On the 14th of April, 1874, a roof collapse at the Astley Deep Pit in Dukinfield in Cheshire, England, set off a chain of events that led to the deaths of fifty-four men and boys.

The resulting fire burnt for days afterwards.

 Illustration of the Astley deep pit from the Illustrated London News. 25th June, 1874.

The Astley Deep Pit Disaster was a mining accident at the Astley Deep Pit, in Dukinfield, Cheshire, England,[1] that took place on 14 April 1874.

On this day: The King’s Cross fire in 1987

On the 18th of November, 1987 at approximately 19:30 a fire broke out at London’s King’s Cross St. Pancras tube station. Thirty-one people died and another one hundred were injured.

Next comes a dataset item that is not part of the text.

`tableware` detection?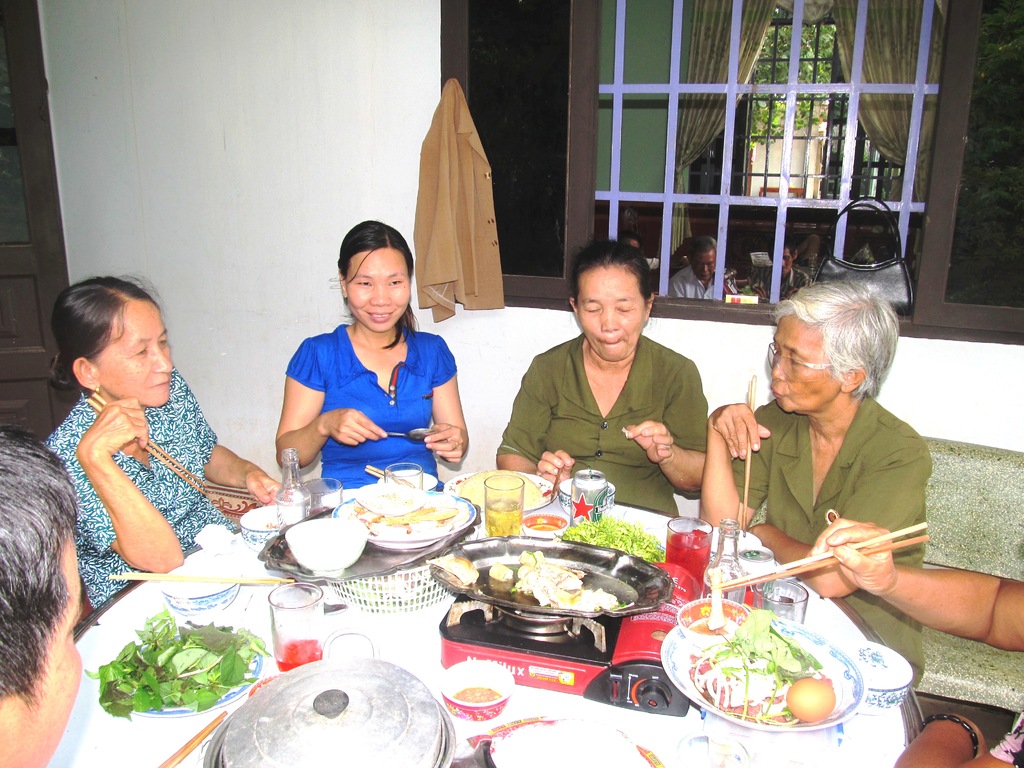
<bbox>101, 627, 256, 713</bbox>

Many Londoners defied the Underground’s smoking ban, with many lighting up before leaving the station. It was eventually concluded the fire was sparked by one of the many matches thrown down the wooden escalators leading out of the station.

Source

The King's Cross fire broke out on 18 November 1987 at approximately 1930 at King's Cross St. Pancras tube station, a major interchange on the London Underground.

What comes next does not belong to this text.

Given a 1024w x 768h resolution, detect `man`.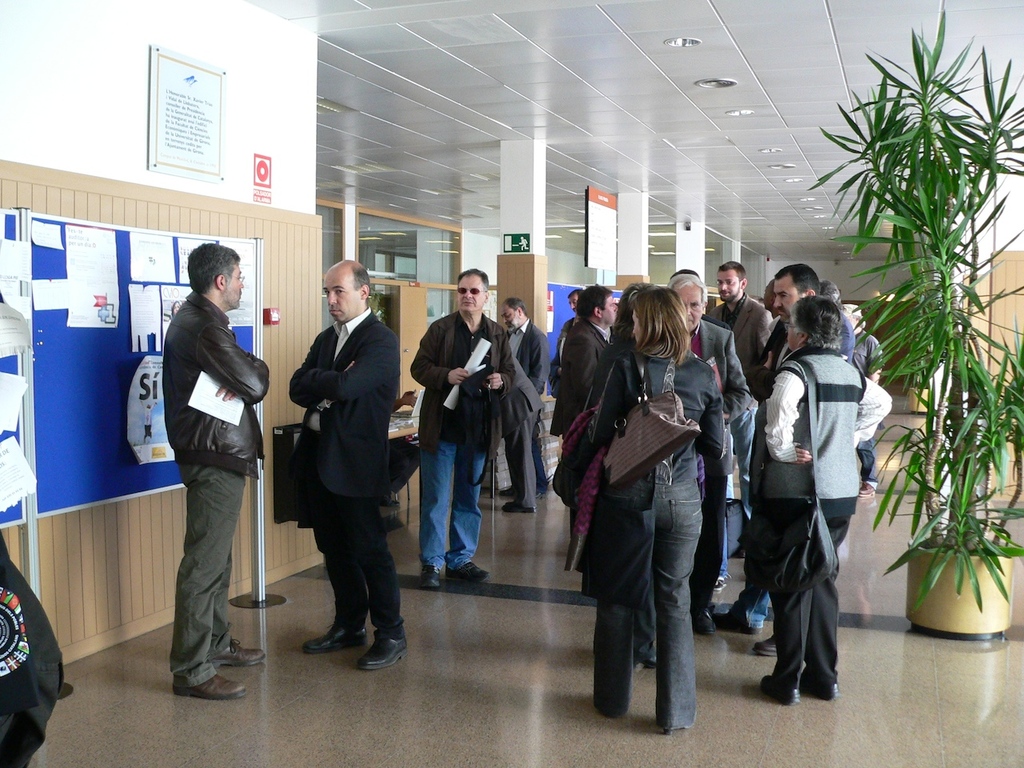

On this day: the 1993 Big Bayou Canot train disaster

SUNSET LIMITED crash site

At 2:53am on the 22nd of September, 1993, the worst crash in Amtrak history happened on a bridge in Alabama.

Eight minutes earlier heavy barges had collided with the bridge, causing a deformation of the train tracks.

The wreck of the Sunset Limited after the crash

The train was running late, as it had been held in New Orleans for some repair work. Had it not been, it would have passed over the bridge twenty minutes before the damage occurred.

47 people were killed in the wreck, with another 103 injured.